Dereham Cemetery
The site to the east of Dereham football ground may seem an unlikely spot to recreate the mossy beds and blissful meadows of Virgil’s Elysian Fields but the design of the new cemetery aims to express the cultural values of our most potent public landscapes.
The concept of ‘liminality’ is embodied throughout the new burial ground. A threshold in-between space that is neither one place nor another place but a transition from one world to another. This begins at the road boundary where grassy mounds, reminiscent of ancient burial mounds, define the site as a special place and also provide a sound barrier from the traffic noise. Weaving around the mounds, silver birch trees grow in a ‘river of life’ form symbolising both physical sustenance and the flow of life, death and the seasons. Beyond the mounds the entrance threshold opens up to a distinctive entry marker of a 3m high gabion clad wall filled with layers of flint pebbles, chalk blocks and local carrstone echoing the underlying geology of Norfolk.
The burial ground itself is laid out in the shape of a leaf that sits lightly on the ground responding to the rural landscape and the notion of time passing and the understanding that everything inevitably returns to the earth. Within the leaf design, graves are arranged in the pattern of the veins and beyond the leaf margins, green burials and ashes can be accommodated in wilder areas.
A little shelter sits in a garden. It’s form and materials reminiscent of the traditional Norfolk vernacular but realized in a contemporary idiom and expression. Inside, a place for quiet reflection offers views across the burial ground and a place for memorial plaques and inscriptions. The simple double pitched form is familiar and welcoming. Great care has been taken in detailing the structure to create a sense of place, of arrival and of calm. The architects have worked to ‘design out’ the details, thereby allowing the visitor to focus on the burial ground and their private reflections. This has been achieved by using the same dark tiles for the roof and for the cladding. There are no projecting eaves, no gutters, no downpipes and rainwater flows seamlessly off the building into a pebble filled trench around the perimeter. The fitted benches are made of the same oak as the internal cladding. Slate flooring is laid at the same level as the surroundings as the inside and the outside merge. Thus, the structure sits lightly on the ground, very much part of the landscape as the garden and grassland flow around it.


Search the listing for the word "block" and say how many lines have it, nothing besides.
"""
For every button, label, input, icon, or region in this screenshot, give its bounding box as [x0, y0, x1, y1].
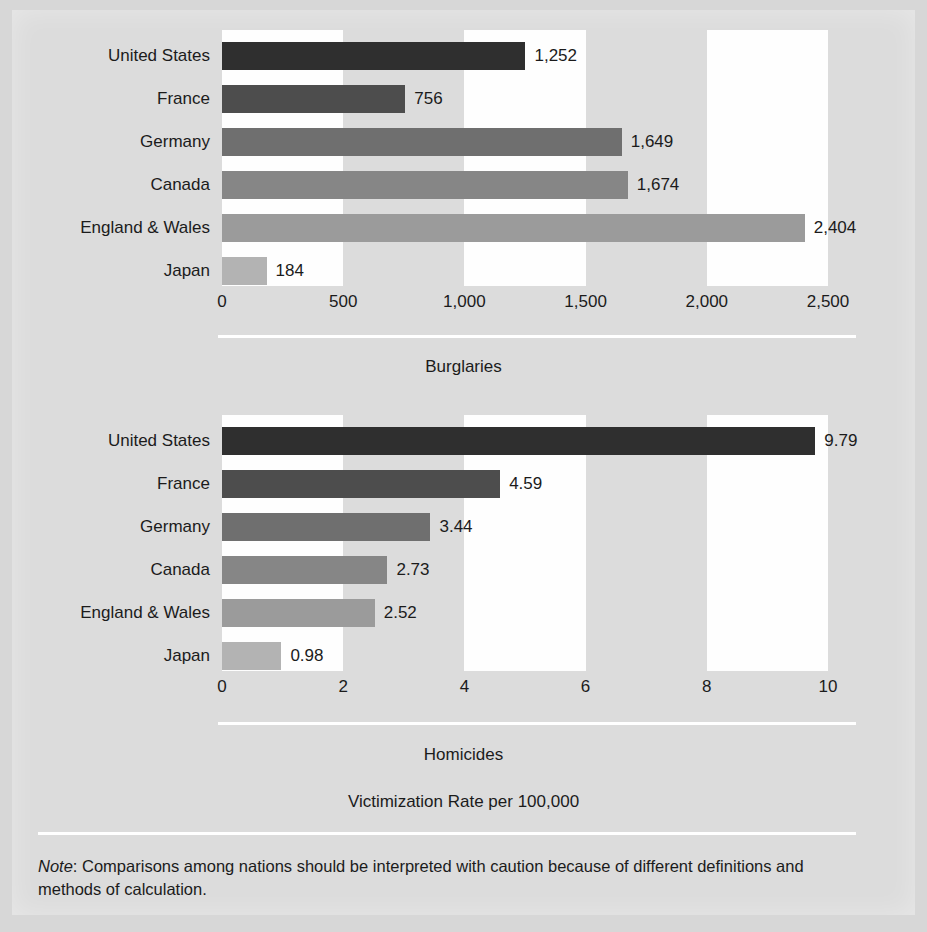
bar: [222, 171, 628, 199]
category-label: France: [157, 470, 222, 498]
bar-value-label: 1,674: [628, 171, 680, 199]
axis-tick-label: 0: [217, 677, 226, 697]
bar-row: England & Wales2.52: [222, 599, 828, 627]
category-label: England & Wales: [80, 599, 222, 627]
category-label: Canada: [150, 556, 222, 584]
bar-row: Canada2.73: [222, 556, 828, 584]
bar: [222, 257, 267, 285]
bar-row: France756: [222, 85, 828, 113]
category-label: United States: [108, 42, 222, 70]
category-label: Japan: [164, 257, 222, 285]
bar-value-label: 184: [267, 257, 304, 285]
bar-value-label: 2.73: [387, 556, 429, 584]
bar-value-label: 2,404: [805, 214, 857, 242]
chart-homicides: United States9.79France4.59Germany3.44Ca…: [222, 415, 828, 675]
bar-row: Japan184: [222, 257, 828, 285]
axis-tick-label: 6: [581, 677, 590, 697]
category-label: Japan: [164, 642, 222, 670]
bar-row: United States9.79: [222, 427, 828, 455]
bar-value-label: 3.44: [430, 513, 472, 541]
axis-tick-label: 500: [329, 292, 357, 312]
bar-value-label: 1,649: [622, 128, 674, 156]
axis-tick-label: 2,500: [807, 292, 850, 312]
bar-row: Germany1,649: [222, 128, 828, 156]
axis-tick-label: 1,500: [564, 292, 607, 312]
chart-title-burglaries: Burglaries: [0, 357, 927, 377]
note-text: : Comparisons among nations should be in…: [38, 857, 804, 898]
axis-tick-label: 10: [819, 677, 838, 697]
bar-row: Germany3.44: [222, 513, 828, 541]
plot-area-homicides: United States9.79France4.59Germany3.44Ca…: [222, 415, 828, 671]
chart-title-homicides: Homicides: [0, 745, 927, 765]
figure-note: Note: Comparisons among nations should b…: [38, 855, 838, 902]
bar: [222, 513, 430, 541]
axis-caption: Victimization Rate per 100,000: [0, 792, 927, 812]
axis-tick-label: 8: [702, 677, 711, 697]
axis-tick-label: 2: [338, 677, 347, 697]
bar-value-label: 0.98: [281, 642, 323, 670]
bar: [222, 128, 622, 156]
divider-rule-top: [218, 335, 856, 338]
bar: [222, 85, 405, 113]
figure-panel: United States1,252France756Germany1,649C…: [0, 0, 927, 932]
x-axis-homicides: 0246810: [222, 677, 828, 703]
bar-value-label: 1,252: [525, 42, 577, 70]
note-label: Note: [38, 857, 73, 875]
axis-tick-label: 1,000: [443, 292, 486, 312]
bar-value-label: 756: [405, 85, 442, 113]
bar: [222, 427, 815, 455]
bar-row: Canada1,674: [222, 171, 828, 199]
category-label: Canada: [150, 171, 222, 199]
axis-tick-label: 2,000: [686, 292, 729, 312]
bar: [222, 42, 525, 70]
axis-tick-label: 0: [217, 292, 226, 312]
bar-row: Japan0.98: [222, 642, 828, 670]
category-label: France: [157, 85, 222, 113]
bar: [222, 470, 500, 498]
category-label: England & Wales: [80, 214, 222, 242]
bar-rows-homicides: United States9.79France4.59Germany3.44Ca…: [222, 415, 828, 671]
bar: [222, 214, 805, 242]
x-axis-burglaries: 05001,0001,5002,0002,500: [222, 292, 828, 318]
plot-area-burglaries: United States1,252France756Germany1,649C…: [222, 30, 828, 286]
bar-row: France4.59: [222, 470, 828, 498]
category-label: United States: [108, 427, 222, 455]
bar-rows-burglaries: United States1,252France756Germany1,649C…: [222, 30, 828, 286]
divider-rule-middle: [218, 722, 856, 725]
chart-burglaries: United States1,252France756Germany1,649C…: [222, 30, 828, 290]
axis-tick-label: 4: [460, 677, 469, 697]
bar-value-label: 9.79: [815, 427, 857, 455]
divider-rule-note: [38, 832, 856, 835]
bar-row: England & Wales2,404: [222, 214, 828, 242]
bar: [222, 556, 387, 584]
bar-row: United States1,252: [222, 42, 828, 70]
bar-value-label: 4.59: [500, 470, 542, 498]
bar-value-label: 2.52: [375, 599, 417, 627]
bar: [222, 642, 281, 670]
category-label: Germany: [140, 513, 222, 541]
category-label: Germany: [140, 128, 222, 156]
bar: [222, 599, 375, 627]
"""
"""
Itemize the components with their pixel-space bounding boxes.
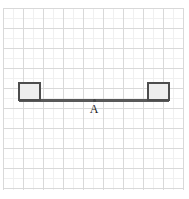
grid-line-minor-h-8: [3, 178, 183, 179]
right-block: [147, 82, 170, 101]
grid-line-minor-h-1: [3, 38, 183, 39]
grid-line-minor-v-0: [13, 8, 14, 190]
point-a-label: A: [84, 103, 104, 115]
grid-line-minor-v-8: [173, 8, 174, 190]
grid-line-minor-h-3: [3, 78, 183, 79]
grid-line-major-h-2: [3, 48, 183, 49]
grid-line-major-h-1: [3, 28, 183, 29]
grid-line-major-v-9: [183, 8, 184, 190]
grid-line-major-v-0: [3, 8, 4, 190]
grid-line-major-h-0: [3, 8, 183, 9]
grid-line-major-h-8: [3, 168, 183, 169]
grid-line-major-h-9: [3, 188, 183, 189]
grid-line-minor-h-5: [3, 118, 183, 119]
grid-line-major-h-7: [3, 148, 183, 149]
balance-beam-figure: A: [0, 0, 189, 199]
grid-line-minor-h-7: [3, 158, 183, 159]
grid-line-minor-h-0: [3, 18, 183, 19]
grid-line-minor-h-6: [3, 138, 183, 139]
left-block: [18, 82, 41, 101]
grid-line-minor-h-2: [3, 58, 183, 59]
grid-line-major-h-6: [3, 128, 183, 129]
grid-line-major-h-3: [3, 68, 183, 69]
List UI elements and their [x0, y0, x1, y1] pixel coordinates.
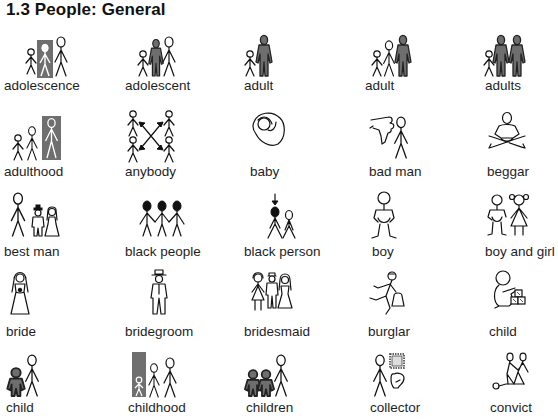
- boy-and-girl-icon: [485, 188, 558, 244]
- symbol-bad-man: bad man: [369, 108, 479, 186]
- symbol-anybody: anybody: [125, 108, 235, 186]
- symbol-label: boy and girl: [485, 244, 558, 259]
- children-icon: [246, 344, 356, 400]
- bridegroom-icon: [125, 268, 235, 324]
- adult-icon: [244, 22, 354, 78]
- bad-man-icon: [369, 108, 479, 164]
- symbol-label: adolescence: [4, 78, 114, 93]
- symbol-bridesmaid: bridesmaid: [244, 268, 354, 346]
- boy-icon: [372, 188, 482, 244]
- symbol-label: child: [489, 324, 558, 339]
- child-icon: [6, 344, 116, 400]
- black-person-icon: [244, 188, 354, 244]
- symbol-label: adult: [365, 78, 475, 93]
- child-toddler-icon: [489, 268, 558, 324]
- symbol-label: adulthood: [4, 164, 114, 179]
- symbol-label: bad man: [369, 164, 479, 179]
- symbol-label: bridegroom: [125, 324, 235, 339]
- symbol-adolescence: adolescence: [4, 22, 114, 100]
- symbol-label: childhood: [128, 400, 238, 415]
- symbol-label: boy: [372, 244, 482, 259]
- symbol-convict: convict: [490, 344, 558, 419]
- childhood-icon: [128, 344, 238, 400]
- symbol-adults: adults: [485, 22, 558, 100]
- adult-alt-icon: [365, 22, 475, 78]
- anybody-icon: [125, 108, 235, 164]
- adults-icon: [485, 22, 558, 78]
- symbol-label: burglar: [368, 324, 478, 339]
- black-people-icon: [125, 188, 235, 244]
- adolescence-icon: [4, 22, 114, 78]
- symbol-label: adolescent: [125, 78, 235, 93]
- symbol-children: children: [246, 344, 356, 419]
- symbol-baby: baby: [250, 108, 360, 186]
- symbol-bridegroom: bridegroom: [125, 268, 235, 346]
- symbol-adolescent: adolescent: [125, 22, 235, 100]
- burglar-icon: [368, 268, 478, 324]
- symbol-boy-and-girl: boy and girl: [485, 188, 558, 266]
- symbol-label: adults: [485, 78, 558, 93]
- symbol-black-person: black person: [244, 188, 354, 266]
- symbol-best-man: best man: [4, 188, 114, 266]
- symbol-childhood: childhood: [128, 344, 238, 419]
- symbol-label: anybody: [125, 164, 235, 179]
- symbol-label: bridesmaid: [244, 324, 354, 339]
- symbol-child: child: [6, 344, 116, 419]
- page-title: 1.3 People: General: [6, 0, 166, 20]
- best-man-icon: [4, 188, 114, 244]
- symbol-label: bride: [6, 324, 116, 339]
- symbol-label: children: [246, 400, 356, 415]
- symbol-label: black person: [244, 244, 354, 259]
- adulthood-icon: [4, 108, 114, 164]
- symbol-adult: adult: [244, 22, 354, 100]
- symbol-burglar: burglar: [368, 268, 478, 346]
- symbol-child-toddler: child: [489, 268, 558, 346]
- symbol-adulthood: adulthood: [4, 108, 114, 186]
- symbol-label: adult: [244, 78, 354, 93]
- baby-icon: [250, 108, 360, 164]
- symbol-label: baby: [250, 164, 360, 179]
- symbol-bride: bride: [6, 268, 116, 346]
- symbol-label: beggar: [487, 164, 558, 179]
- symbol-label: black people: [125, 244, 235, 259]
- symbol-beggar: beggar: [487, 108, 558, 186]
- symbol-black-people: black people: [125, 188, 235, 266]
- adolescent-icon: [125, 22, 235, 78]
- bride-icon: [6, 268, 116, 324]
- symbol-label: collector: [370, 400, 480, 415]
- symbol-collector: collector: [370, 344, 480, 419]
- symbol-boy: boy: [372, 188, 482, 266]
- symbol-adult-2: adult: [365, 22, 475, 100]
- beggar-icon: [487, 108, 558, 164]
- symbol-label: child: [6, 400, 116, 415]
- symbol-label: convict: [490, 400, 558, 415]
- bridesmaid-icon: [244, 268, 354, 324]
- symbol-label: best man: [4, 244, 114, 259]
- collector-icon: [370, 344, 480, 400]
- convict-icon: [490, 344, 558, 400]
"""
• Reply:
2